For example, `type_apply(List(Opaque("USize")), List(VariableId1), Exts, List(Opaque("RList", Opaque("Variable", VariableId1))), List(Opaque("Variable", VariableId1))` would compute a single input of the PolyFunc type above, and a single output a `Function[Exts]`(`Opaque("RList", Opaque("USize"))`$\rightarrow$`Opaque("USize")`).

TODO (detail): the above does not allow alpha-conversion when equating polymorphic function types, i.e. the type `PolyFunc<List(VarX), Exts, List(Opaque("RList", Opaque("Variable", VarX))), List(Opaque("Variable", VarX))` would be seen as different from `PolyFunc<List(VarY), Exts, List(Opaque("RList", Opaque("Variable", VarY))), List(Opaque("Variable", VarY))` yet the two are alpha-equivalent. In practice this probably means we'd need to use "locally nameless" type variables, i.e. the `List<VariableId>` of binders becomes a `usize` and `VariableId`s are a Sum of usize *or* identifier.

##### Polymorphism Extension, v2
The above has a fundamental limitation - it only allows instantiation with *types*. It's not clear how a function can be polymorphic over, say, different sizes of array - that is, the above allows to create an `Array<T,n>` when `T` is an opaque type (which happens to represent a variable), but there is no way to pass a variable for `n`, only a `USize`.
1. Perhaps we can use Hugrs that are invalid in that they contain types+ops whose TypeArgs do not fit the TypeParams declared by the (Type/Op)Def (e.g. an `Array<T,S>` where both T and S are opaque types).

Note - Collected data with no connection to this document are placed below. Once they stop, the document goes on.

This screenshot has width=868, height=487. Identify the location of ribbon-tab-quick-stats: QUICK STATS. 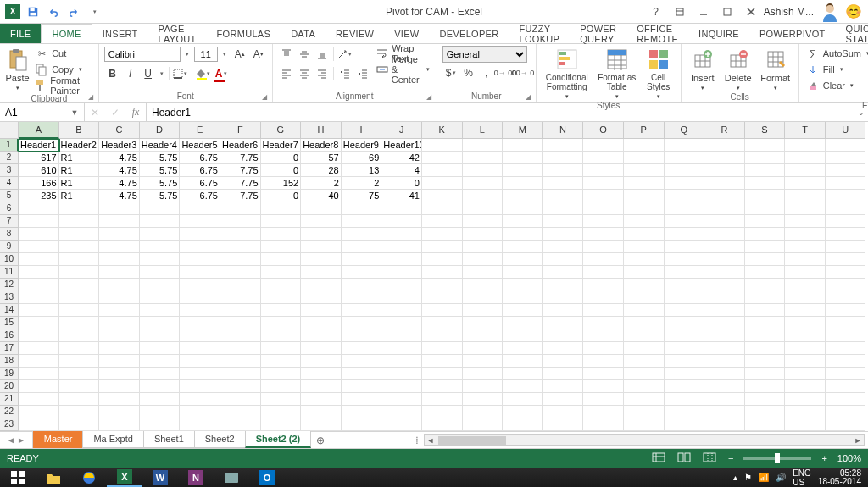
(852, 34).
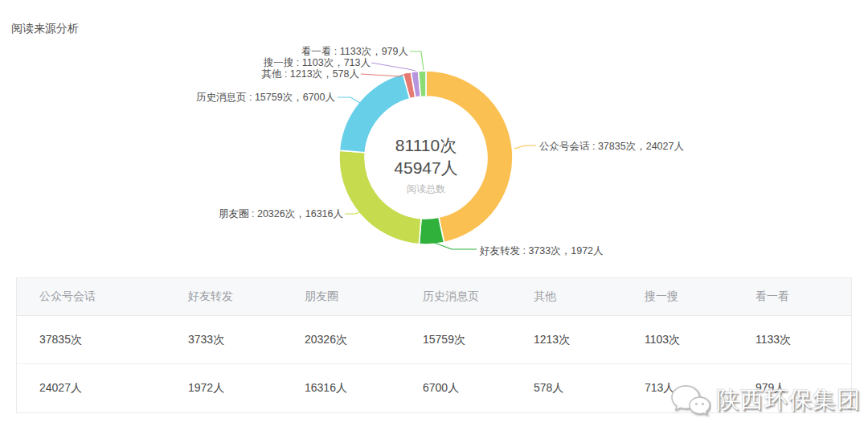 This screenshot has height=443, width=868. I want to click on pie-label-friend-forward: 好友转发 : 3733次，1972人, so click(542, 251).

If we don't validate them until we have a (non-Poly)Function type we might be OK. However, this is only a partial solution; we still do not have an OpDef for `type_apply` as the first TypeParam is no longer (jumping into Rust source) `TypeParam::List(TypeParam::Type)` but needs to be able to take values etc. too (depending on the PolyFunc, moreover! So we'd like to be able to `compute_signature` one level up and compute a list of `TypeParam`s *given the TypeArgs* that describe the PolyFunc)
2. Or, rather than "piggybacking" onto the Hugr type system, the extension could duplicate the definitions of the Hugr TypeArg+Type system internally, adding elements for variables - i.e. that can be turned back into a TypeArg when the variables are gone. That is,
* add a parameterless custom TypeDef, call it "TorV";
* PolyFunc is now parameterized by `List<VariableId>`, `Extensions` and two `List<TorV>` (inputs and outputs)
* (in fact it'd be better to add an Opaque equivalent to TypeParam too, so PolyFunc's binders are a `List<Tuple(VariableId,OpaqueTyP)>`)
* `type_apply` takes the same parameters as PolyFunc, plus another `List<TorV>` to actually apply; it can check the types/values (in `compute_signature`) fit the types expected by the binders.

I think this "works". There are an increasing number of failure modes of `compute_signature` (specifically for `type_apply`) because we really want to jump in at an earlier stage than the monomorphic Hugr type system lets us. In Tierkreis, these would manifest as *runtime* failures, that (by general Tierkreis principle) we would like to rule out statically but cannot unless we extend core Hugr.